A wooden robot with a large fresnel lens in a sunny garden

Removing weeds is a chore few gardeners enjoy, as it typically involves long sessions of kneeling in the dirt and digging around for anything you don’t remember planting. Herbicides also work, but spraying poison all over your garden comes with its own problems. Luckily, there’s now a third option: [NathanBuildsDIY] designed and built a robot to help him get rid of unwanted plants without getting his hands dirty.

Constructed mostly from scrap pieces of wood and riding on a pair of old bicycle wheels, the robot has a pretty low-tech look to it. But it is in fact a very advanced piece of engineering that uses multiple sensors and actuators while running on a sophisticated software platform.
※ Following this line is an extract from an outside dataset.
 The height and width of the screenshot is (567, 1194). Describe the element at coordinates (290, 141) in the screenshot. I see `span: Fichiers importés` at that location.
The heart of the system is a Raspberry Pi, which drives a pair of DC motors to move the whole system along [Nathan]’s garden while scanning the ground below through a camera.
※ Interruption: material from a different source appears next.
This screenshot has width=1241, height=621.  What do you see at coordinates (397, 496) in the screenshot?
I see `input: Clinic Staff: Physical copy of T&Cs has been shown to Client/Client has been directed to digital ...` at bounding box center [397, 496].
Machine vision software identifying a weed in a picture of garden soilThe Pi runs the camera’s pictures through a TensorFlow Lite model that can identify weeds. [Nathan] built this model himself by taking hundreds of pictures of his garden and manually sorting them into categories like “soil”, “plant” and “weed”. Once a weed has been detected, the robot proceeds to destroy it by concentrating sunlight onto it through a large Fresnel lens. The lens is mounted in a frame that can be moved in three dimensions through a set of servos. A movable lens cover turns the incinerator beam on or off.

Sunlight is focused onto the weed through a simple but clever two-step procedure. First, the rough position of the lens relative to the sun is adjusted with the help of a sun tracker made from four light sensors arranged around a cross-shaped cardboard structure. Then, the shadow cast by the lens cover onto the ground is observed by the Pi’s camera and the lens is focused by adjusting its position in such a way that the image formed by four holes in the lens cover ends up right on top of the target.

Once the focus is correct, the lens cover is removed and the weed is burned to a crisp by the concentrated sunlight. It’s pretty neat to see how well this works, although [Nathan] recommends you keep an eye on the robot while it’s working and don’t let it near any flammable materials. He describes the build process in full detail in his video (embedded below), hopefully enabling other gardeners to make their own, improved weed burner robots. Agricultural engineers have long been working on automatic weed removal, often using similar machine vision systems with various extermination methods like lasers or flamethrowers.